Thick. Damp. Possessive.

I flinched so hard my breath left me in a sharp gasp, eyes flying open as my body jerked back on pure instinct. The music still thundered, but suddenly it felt distant, distorted, like I was underwater.

A man stood far too close.

Mid-forties, maybe. Chubby, soft in places that spoke of indulgence and entitlement.

His wrinkled button-down clung to his stomach, damp with sweat, and his face was flushed an ugly, blotchy red.

Cheap tequila rolled off him in nauseating waves, sour and sharp.

His fingers tightened on my wrist as if he had every right to touch me.

“Hey, girl,” he slurred, lips curling into a grin that made my skin crawl. “Stop dancing like you’re crazy. Dance with me instead.”

Something hot and feral snapped awake inside my chest.

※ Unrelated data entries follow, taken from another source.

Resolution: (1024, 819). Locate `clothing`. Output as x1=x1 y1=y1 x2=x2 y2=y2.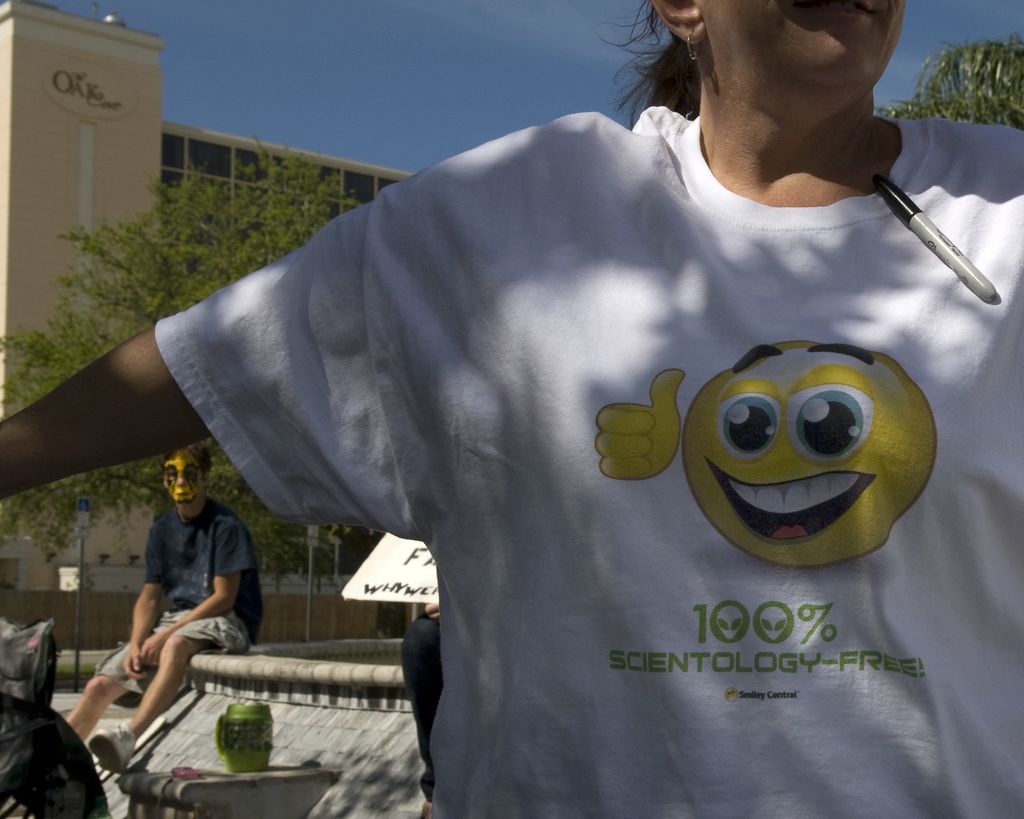
x1=395 y1=604 x2=437 y2=787.
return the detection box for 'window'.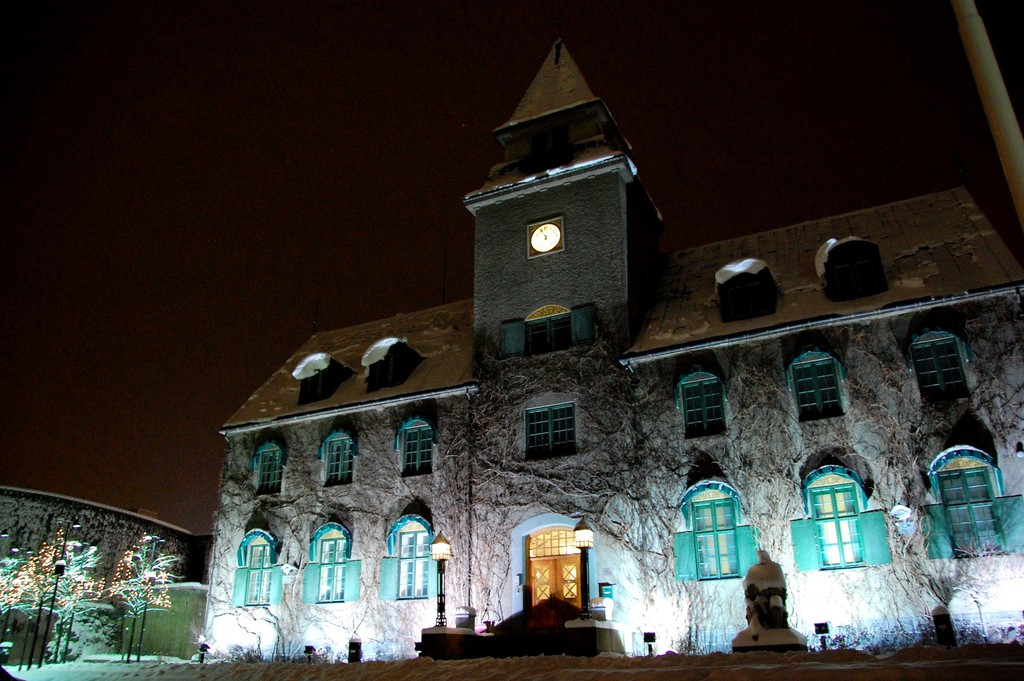
locate(791, 350, 849, 425).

I wrenched my arm back hard enough that the bottle nearly slipped from my grasp. “No.”

One word.

Flat. Absolute.

He blinked, clearly not accustomed to refusal. Then he stepped closer, invading my space again, his chest almost brushing mine, his grip reaching for me once more.

I leaned forward instead.

Close enough to see the broken capillaries in his cheeks. Close enough to smell the rot of liquor and arrogance on his breath.

“Leave me the fuck alone!” I screamed, my voice ripping through the music like shattered glass.

The bass stuttered around my words, but they landed anyway—sharp, undeniable.

Heads turned. Conversations faltered. A few dancers froze mid-motion, eyes wide, mouths parted.

The spotlight swung lazily across us, catching his face in stark relief.